The Cozy Relationship Between Business Interests and Public Officials Is Undermining Confidence that Government Works for Us

Statement of Joan Claybrook, President, Public Citizen

Stories of rot in the federal government just keep on piling up. Political cronies are appointed to influential positions to protect our safety, without a clue about how to do it. A government official quietly approves a highly inflated billion-dollar contract with the expectation of lucrative future employment. And there are scores of members of Congress every two years who are more anxious to cash in on K Street than serve the public that sent them to the Capitol.

No wonder the public’s confidence in government is at an all-time low. A major cause is the increasingly cozy relationship between business interests, their money and public officials – what this important report calls the revolving door.

The revolving door swings from industry to the government when corporate honchos and lobbyists are appointed to lead the governmental agencies that regulate the industries for whom they worked. Take Philip Cooney, the former chief of staff for the White House Council on Environmental Quality. Before government service he was an oil industry lobbyist, and after doing his damage by persuading the Bush administration to downplay the links between greenhouse gas emissions and global warming, he’s now lobbying for Exxon.

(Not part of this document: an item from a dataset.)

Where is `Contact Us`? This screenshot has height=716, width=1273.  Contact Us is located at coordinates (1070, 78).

Or consider Jeffrey Rosen, general counsel for the U.S. Department of Transportation. For years, he represented auto industry interests at Kirkland & Ellis, a huge law firm. Since he arrived at the DOT in late 2003, the National Highway Traffic Safety Administration,    whose legal work he oversees, has started to propose limiting auto industry liability if there is compliance with a NHTSA safety standard, no matter how outdated the standard or how dangerous the vehicle may be. While Rosen is now working the inside track, Kenneth Weinstein, former NHTSA enforcement chief and pre-emption expert, left for another major law firm, Mayer, Brown & Platt, and is working the outside game.

The revolving door swings from government to industry when well-connected public officials leave their posts to accept lucrative private sector jobs. Joe Allbaugh, former head of FEMA, cashed in on his agency connections to help well-heeled clients land millions of dollars in Katrina reconstruction contracts, including for Halliburton, which Vice President Cheney used to head. Halliburton’s expertise in disaster relief programs is based more on a permanent lobbying presence in Washington than on the performance of its contracts, for which it has been investigated by the government.

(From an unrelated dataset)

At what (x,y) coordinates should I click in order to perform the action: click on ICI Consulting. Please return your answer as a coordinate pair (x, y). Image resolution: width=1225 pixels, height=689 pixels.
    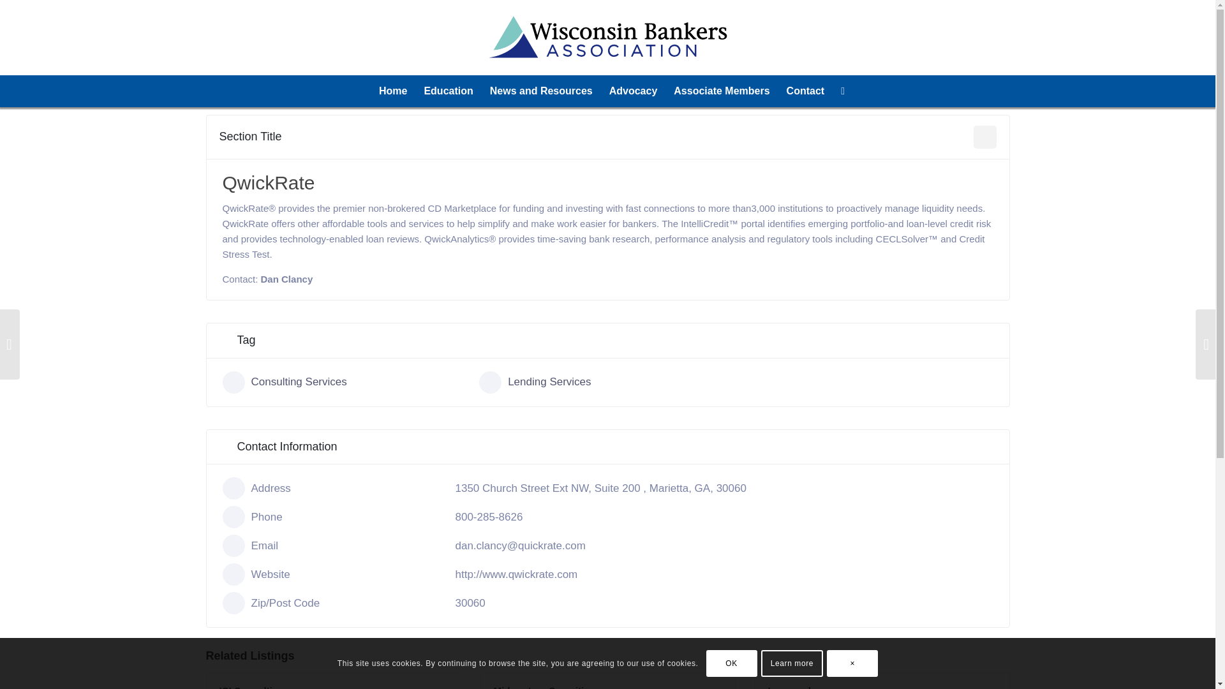
    Looking at the image, I should click on (251, 687).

The revolving door swings from government to lobbying when former lawmakers cash out of the public sector and cash in with the private sector. Public Citizen has found that half of all U.S. senators and 42 percent of House members who left office since 1998 for the private sector have become lobbyists. Three of those who resigned from the last Congress now head major industry associations – Rep. Billy Tauzin at PhRMA, Rep. James Greenwood at the Biotechnology Industry Organization and Rep. Cal Dooley at the Food Products Association (formerly known as the National Food Processors Association). Their goal: to coax Congress to give more tax breaks, subsidies, regulatory cutbacks, loan guarantees, contracts and more to their industries.

It used to be that a former public servant who became a lobbyist suffered a bit of embarrassment. Today, it’s become an embarrassment of riches with some pay packages worth a million dollars or more.

The revolving door is bleeding the federal government. It biases the performance of public officials, whose eyes are cast toward future employment. It wastes large sums of taxpayer dollars. It stifles competition. It puts public health and safety and the environment at risk. And ultimately, it erodes public support and confidence in government – which beggars all of us.

The scandals must end. It’s time to “Clean Up Washington.” The clock is ticking. Congress has less than a year to chart a new ethical path. This report outlines the reforms needed to restore the public trust. Sen. Feingold and Rep. Meehan are leading the way. Members of Congress need to act – not to continue feathering their private nests.